Wikileaks grew out of a forum hosted by John Gilmore, one of the founders of the Electronic Frontier Foundation. I almost became one of the founders of EFF as well. I was at the founding meeting, a meal in San Francisco's Mission District with John, John Perry Barlow, and Mitch Kapor. What kept me out of EFF was a sudden feeling – at that very meal – that something was going wrong.

He goes on to explain his concern:

There was a fascination with using encryption to make hackers potentially as powerful as governments, and that disturbed me. I could feel the surge of ego: We hackers could change history. But if there's one lesson of history, it is that seeking power doesn't change the world.

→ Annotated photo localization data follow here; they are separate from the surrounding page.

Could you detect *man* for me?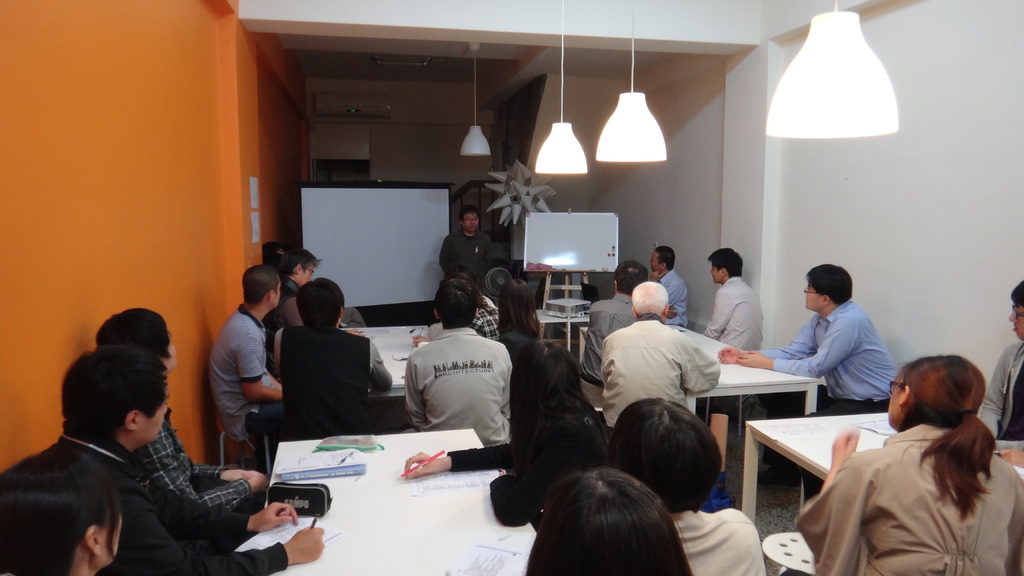
Detection result: 84:300:274:514.
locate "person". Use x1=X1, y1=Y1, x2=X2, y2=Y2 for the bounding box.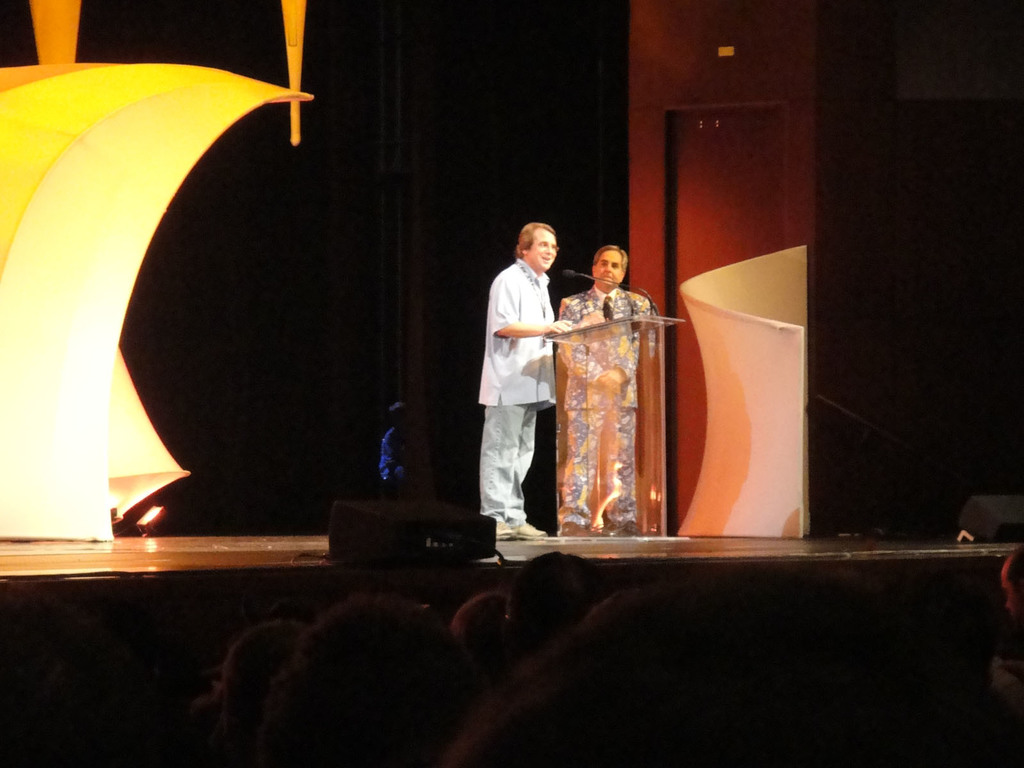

You need to change yourself along with the world. Civil disobedience is a spiritual discipline as much as anything else.

But this is where I think he starts to go off the rails: hackers don't “seek power”. They may have some power as a result of what they do, but that's just a by-product. By definition, hackers hack because they love hacking: it's “l'art pour l'art” for the 21st century. Of course, it's true that for Richard Stallman and his supporters, hacking also has a highly moral purpose – bringing freedom to people. But again, they do not “seek power”: they want to give, not take.

Towards the end of his piece, Lanier writes:

I used to think that an open world would favor the honest and the true, and disfavor the schemers and the scammers. In moderation this idea has some value, but if privacy were to be vanquished, people would initially become dull, then incompetent, and then cease to exist. Hidden in the idea of radical openness is an allegiance to machines instead of people.

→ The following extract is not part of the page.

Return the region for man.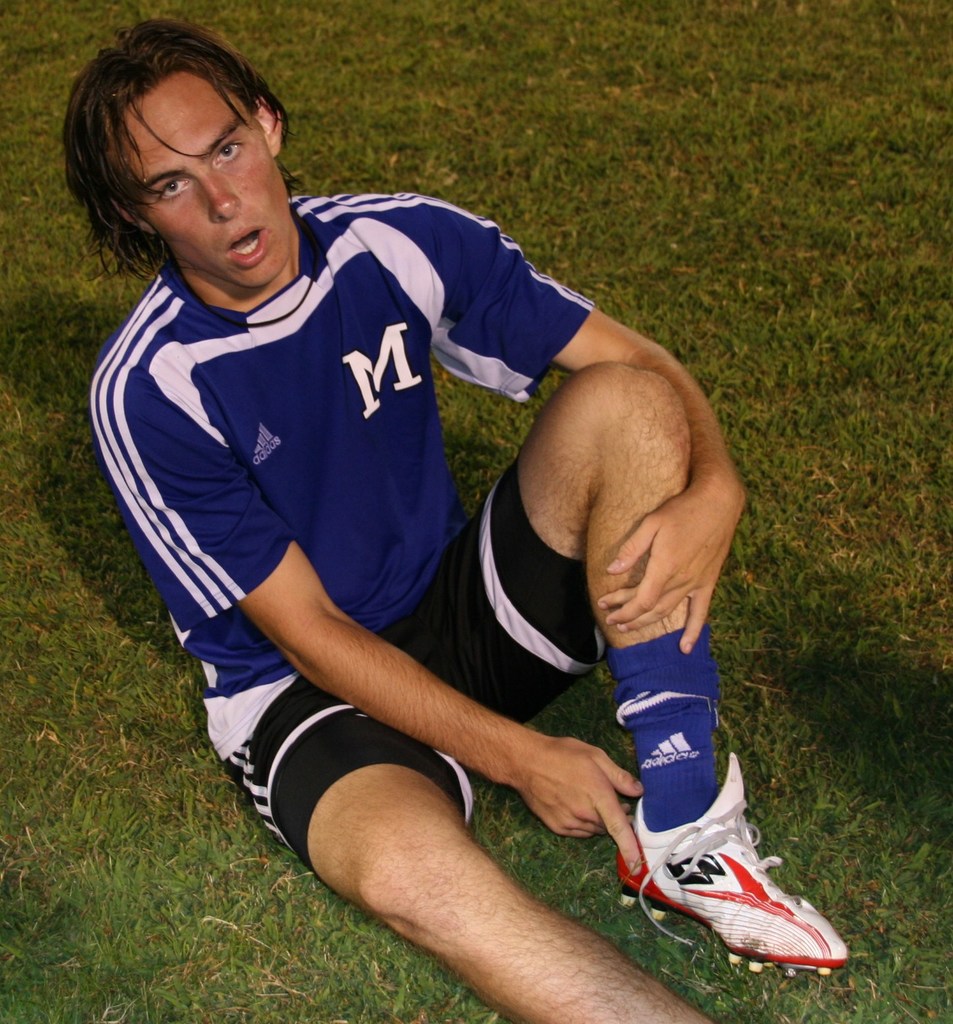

Again, we have a completely unjustified assumption: “if privacy were to be vanquished”. I don't believe many hackers have called for “privacy to be vanquished” (in fact, I can't think of any, offhand). There's a conflation here of “openness” and “lack of privacy”, when they are different (although openness certainly does have implications for privacy – but that's not the same as equating the former with the absence of the latter).

This tendency to create strawmen and to veer wildly off-topic is not new for Lanier. A good example is his previous high-profile rollicking of all things open, “Digital Maoism”. Here's the section where he deals with open source:

Here I must take a moment to comment on Linux and similar efforts. The various formulations of "open" or "free" software are different from the Wikipedia and the race to be most Meta in important ways. Linux programmers are not anonymous and in fact personal glory is part of the motivational engine that keeps such enterprises in motion. But there are similarities, and the lack of a coherent voice or design sensibility in an esthetic sense is one negative quality of both open source software and the Wikipedia.

These movements are at their most efficient while building hidden information plumbing layers, such as Web servers. They are hopeless when it comes to producing fine user interfaces or user experiences. If the code that ran the Wikipedia user interface were as open as the contents of the entries, it would churn itself into impenetrable muck almost immediately. The collective is good at solving problems which demand results that can be evaluated by uncontroversial performance parameters, but it is bad when taste and judgment matter.